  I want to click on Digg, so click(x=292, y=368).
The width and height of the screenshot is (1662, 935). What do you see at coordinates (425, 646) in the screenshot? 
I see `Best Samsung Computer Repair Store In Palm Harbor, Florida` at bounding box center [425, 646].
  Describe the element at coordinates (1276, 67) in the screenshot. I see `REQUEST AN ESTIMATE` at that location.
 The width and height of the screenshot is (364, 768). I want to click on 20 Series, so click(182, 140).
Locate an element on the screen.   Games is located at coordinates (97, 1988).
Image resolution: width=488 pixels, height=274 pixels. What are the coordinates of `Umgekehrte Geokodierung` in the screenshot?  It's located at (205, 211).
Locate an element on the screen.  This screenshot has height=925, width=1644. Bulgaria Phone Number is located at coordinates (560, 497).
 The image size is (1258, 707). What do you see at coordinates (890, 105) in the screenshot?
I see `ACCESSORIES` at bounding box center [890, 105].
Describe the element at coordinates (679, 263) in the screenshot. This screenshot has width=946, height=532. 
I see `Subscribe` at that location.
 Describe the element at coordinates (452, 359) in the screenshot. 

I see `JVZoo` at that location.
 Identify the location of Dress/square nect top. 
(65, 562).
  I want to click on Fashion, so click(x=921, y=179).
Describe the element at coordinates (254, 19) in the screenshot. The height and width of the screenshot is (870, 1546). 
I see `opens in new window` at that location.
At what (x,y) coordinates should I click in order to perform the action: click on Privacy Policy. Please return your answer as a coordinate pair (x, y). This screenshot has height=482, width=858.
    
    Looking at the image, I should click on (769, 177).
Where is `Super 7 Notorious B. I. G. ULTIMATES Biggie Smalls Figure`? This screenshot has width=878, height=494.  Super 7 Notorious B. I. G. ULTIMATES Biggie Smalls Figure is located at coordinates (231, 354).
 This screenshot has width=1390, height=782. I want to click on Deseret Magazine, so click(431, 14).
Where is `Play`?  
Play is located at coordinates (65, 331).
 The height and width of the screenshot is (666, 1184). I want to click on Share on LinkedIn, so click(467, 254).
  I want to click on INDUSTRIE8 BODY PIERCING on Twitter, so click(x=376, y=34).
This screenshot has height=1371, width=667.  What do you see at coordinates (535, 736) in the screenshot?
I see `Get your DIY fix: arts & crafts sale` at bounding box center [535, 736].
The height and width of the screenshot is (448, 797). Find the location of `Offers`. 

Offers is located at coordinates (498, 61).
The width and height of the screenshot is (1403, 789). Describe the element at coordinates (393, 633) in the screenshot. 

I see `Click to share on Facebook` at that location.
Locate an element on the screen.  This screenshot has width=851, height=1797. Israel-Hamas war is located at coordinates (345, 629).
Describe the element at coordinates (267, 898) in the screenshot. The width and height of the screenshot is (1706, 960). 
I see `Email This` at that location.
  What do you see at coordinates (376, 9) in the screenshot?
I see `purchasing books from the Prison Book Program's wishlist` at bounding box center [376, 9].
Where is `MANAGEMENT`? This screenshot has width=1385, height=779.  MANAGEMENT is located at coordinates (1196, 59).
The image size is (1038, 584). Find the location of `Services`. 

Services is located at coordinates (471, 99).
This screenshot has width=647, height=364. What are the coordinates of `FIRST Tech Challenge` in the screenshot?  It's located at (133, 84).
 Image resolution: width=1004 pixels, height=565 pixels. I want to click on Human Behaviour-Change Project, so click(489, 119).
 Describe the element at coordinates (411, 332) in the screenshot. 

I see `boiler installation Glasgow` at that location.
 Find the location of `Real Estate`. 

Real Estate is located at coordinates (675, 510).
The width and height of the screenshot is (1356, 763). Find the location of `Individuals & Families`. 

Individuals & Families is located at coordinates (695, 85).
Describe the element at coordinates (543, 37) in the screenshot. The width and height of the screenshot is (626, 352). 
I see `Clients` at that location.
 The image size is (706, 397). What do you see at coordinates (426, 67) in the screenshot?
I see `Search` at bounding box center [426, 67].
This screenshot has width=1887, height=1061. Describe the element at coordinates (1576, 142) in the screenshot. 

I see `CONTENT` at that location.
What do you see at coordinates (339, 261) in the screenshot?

· · ·

• _What you are asked to do_
Starting with the line that contains "Describe the element at coordinates (267, 898)", print each line through the last one in the listing. Include both end lines and add nothing.

• _The answer_
Describe the element at coordinates (267, 898) in the screenshot. The width and height of the screenshot is (1706, 960). 
I see `Email This` at that location.
  What do you see at coordinates (376, 9) in the screenshot?
I see `purchasing books from the Prison Book Program's wishlist` at bounding box center [376, 9].
Where is `MANAGEMENT`? This screenshot has width=1385, height=779.  MANAGEMENT is located at coordinates (1196, 59).
The image size is (1038, 584). Find the location of `Services`. 

Services is located at coordinates (471, 99).
This screenshot has width=647, height=364. What are the coordinates of `FIRST Tech Challenge` in the screenshot?  It's located at (133, 84).
 Image resolution: width=1004 pixels, height=565 pixels. I want to click on Human Behaviour-Change Project, so click(489, 119).
 Describe the element at coordinates (411, 332) in the screenshot. 

I see `boiler installation Glasgow` at that location.
 Find the location of `Real Estate`. 

Real Estate is located at coordinates (675, 510).
The width and height of the screenshot is (1356, 763). Find the location of `Individuals & Families`. 

Individuals & Families is located at coordinates (695, 85).
Describe the element at coordinates (543, 37) in the screenshot. The width and height of the screenshot is (626, 352). 
I see `Clients` at that location.
 The image size is (706, 397). What do you see at coordinates (426, 67) in the screenshot?
I see `Search` at bounding box center [426, 67].
This screenshot has width=1887, height=1061. Describe the element at coordinates (1576, 142) in the screenshot. 

I see `CONTENT` at that location.
What do you see at coordinates (339, 261) in the screenshot?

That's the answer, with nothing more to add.